Arafat and the Dream of Palestine

Arafat and the Dream of Palestine
Author: Bassam Abu Sharif
Publisher: St. Martin's Press
Total Pages: 292
Release: 2009-05-12
Genre: Biography & Autobiography
ISBN: 0230621295

Abu Sharif was one of the world's most notorious and dangerous terrorists in the 60's and 70's, acting as "minister of propaganda" for the Popular Front for the Liberation of Palestine (PFLP) and as a recruiter for terrorists like Carlos the Jackal. In 1972, a bomb was placed in a book and sent to him, leaving him half-blind, deaf in one ear, and almost fingerless. Finally abandoning the use of violence as a means to achieve his Palestinian nationalist aspirations, he aligned himself with Yasser Arafat, eventually becoming one of his closest advisors. In this book, Abu Sharif, often alongside Arafat, takes us behind the scenes of all the major events in the Middle East during the last 30 years, from the secret caves in the West Bank where Arafat hid on his way to Jerusalem in 1967 to the peace negotiations in Oslo in 1993. Arafat and the Dream of Palestine combines a deeply personal account, informed by Abu Sharif's close relationship with Arafat, with a gripping, profoundly human history of Palestine.

Once an Arafat Man

Once an Arafat Man
Author: Tass Saada
Publisher: Tyndale House Publishers, Inc.
Total Pages: 251
Release: 2008
Genre: Biography & Autobiography
ISBN: 1414323611

A former Palestinian sniper discusses his subsequent life in America, the religious experience which resulted in his conversion to Christianity, and his founding of a humanitarian organization which works toward a reconciliation between Palestinans and Jews.

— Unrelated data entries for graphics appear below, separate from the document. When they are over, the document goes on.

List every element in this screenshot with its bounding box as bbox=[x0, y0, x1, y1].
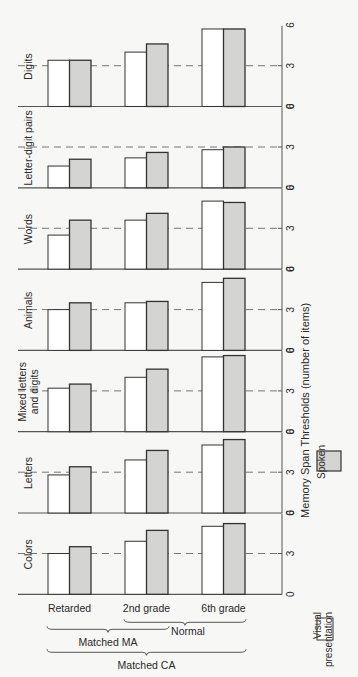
bar-spoken bbox=[70, 384, 92, 432]
bar-spoken bbox=[70, 547, 92, 595]
bar-visual bbox=[202, 445, 224, 513]
legend-label-visual: presentation bbox=[323, 612, 334, 667]
bar-visual bbox=[125, 52, 147, 106]
panel-label: Words bbox=[22, 214, 34, 244]
bar-spoken bbox=[224, 278, 246, 350]
bar-spoken bbox=[224, 524, 246, 595]
bar-visual bbox=[202, 357, 224, 432]
tick-label: 6 bbox=[285, 509, 296, 515]
bar-spoken bbox=[147, 44, 169, 107]
panel-digits: 036Digits bbox=[18, 22, 296, 110]
panel-mixed-letters-and-digits: 036Mixed lettersand digits bbox=[16, 347, 296, 435]
bar-spoken bbox=[70, 60, 92, 106]
tick-label: 6 bbox=[285, 428, 296, 434]
bar-spoken bbox=[70, 303, 92, 351]
bar-visual bbox=[48, 310, 70, 351]
tick-label: 3 bbox=[285, 62, 296, 68]
bar-visual bbox=[48, 166, 70, 188]
memory-span-chart: 036Digits036Letter-digit pairs036Words03… bbox=[0, 0, 358, 677]
bar-spoken bbox=[70, 159, 92, 188]
y-axis-label: Memory Span Thresholds (number of items) bbox=[299, 303, 311, 518]
bar-visual bbox=[202, 526, 224, 594]
panel-label: Colors bbox=[22, 539, 34, 569]
group-label: Normal bbox=[171, 625, 205, 637]
bar-spoken bbox=[224, 440, 246, 513]
bar-visual bbox=[48, 388, 70, 432]
panel-label: Animals bbox=[22, 292, 34, 329]
panel-label: Letter-digit pairs bbox=[22, 110, 34, 185]
panel-letters: 036Letters bbox=[18, 428, 296, 516]
tick-label: 3 bbox=[285, 469, 296, 475]
bracket-matched-ca bbox=[47, 649, 246, 655]
tick-label: 3 bbox=[285, 225, 296, 231]
tick-label: 6 bbox=[285, 22, 296, 28]
bar-visual bbox=[202, 29, 224, 107]
bar-spoken bbox=[147, 530, 169, 594]
tick-label: 6 bbox=[285, 184, 296, 190]
bar-spoken bbox=[147, 369, 169, 432]
bar-spoken bbox=[147, 213, 169, 269]
tick-label: 0 bbox=[285, 591, 296, 597]
panel-words: 036Words bbox=[18, 184, 296, 272]
bar-visual bbox=[202, 282, 224, 350]
panel-label: and digits bbox=[28, 369, 40, 414]
tick-label: 6 bbox=[285, 266, 296, 272]
panel-label: Digits bbox=[22, 53, 34, 79]
legend-label-spoken: Spoken bbox=[316, 445, 327, 479]
bar-spoken bbox=[224, 356, 246, 432]
category-label: 6th grade bbox=[201, 602, 246, 614]
panel-letter-digit-pairs: 036Letter-digit pairs bbox=[18, 103, 296, 191]
category-label: 2nd grade bbox=[123, 602, 170, 614]
tick-label: 3 bbox=[285, 388, 296, 394]
panel-animals: 036Animals bbox=[18, 266, 296, 354]
bar-spoken bbox=[224, 29, 246, 107]
bar-visual bbox=[202, 150, 224, 188]
bar-visual bbox=[48, 60, 70, 106]
tick-label: 3 bbox=[285, 306, 296, 312]
tick-label: 3 bbox=[285, 144, 296, 150]
bar-visual bbox=[48, 475, 70, 513]
bar-visual bbox=[125, 303, 147, 351]
panel-label: Letters bbox=[22, 457, 34, 489]
group-label: Matched MA bbox=[79, 636, 138, 648]
category-label: Retarded bbox=[48, 602, 91, 614]
bar-spoken bbox=[224, 202, 246, 269]
bar-visual bbox=[202, 201, 224, 269]
tick-label: 6 bbox=[285, 347, 296, 353]
bar-spoken bbox=[224, 147, 246, 188]
bar-spoken bbox=[147, 450, 169, 513]
bar-visual bbox=[125, 541, 147, 594]
bar-spoken bbox=[70, 467, 92, 513]
bar-visual bbox=[125, 460, 147, 513]
bar-visual bbox=[125, 220, 147, 269]
bar-visual bbox=[48, 554, 70, 595]
tick-label: 3 bbox=[285, 550, 296, 556]
legend-label-visual: Visual bbox=[312, 612, 323, 639]
tick-label: 6 bbox=[285, 103, 296, 109]
panel-colors: 036Colors bbox=[18, 509, 296, 597]
bar-spoken bbox=[70, 220, 92, 269]
bar-spoken bbox=[147, 152, 169, 187]
bar-spoken bbox=[147, 301, 169, 350]
group-label: Matched CA bbox=[118, 659, 176, 671]
panel-label: Mixed letters bbox=[16, 362, 28, 422]
bar-visual bbox=[48, 235, 70, 269]
bar-visual bbox=[125, 158, 147, 188]
bar-visual bbox=[125, 377, 147, 431]
bracket-matched-ma bbox=[47, 626, 169, 632]
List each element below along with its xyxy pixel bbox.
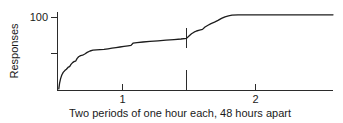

A Dictionary of Political Biography

A Dictionary of Political Biography
Author: Christopher Riches
Publisher: Oxford University Press
Total Pages: 847
Release: 2013-09-19
Genre: Reference
ISBN: 0192518437

Originally compiled by an expert team of contributors, this dictionary covers all the major figures in world politics of the twentieth century. Authoritative and wide-ranging, it describes and assesses the lives of more than 1,100 men and women who have shaped political events across the world. Each entry includes an account of the background, career, and achievements of the individual concerned, balancing fact with critical appraisal. This second edition, commissioned especially for Oxford Reference, contains over 25 new entries, and the whole text has been thoroughly revised and updated.